▶ _WHAT IS BEING ASKED_: Transcribe all records exactly.
_ _ _ _ _ _ _
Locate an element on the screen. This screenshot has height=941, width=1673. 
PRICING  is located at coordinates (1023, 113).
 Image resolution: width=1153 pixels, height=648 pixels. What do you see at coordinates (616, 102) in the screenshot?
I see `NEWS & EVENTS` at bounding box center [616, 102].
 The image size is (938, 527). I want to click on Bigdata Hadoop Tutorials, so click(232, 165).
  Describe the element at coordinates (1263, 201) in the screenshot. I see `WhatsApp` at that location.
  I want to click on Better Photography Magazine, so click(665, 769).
_ _ _ _ _ _ _
▶ _WRITTEN RESPONSE_:
Locate an element on the screen. This screenshot has height=941, width=1673. 
PRICING  is located at coordinates (1023, 113).
 Image resolution: width=1153 pixels, height=648 pixels. What do you see at coordinates (616, 102) in the screenshot?
I see `NEWS & EVENTS` at bounding box center [616, 102].
 The image size is (938, 527). I want to click on Bigdata Hadoop Tutorials, so click(232, 165).
  Describe the element at coordinates (1263, 201) in the screenshot. I see `WhatsApp` at that location.
  I want to click on Better Photography Magazine, so click(665, 769).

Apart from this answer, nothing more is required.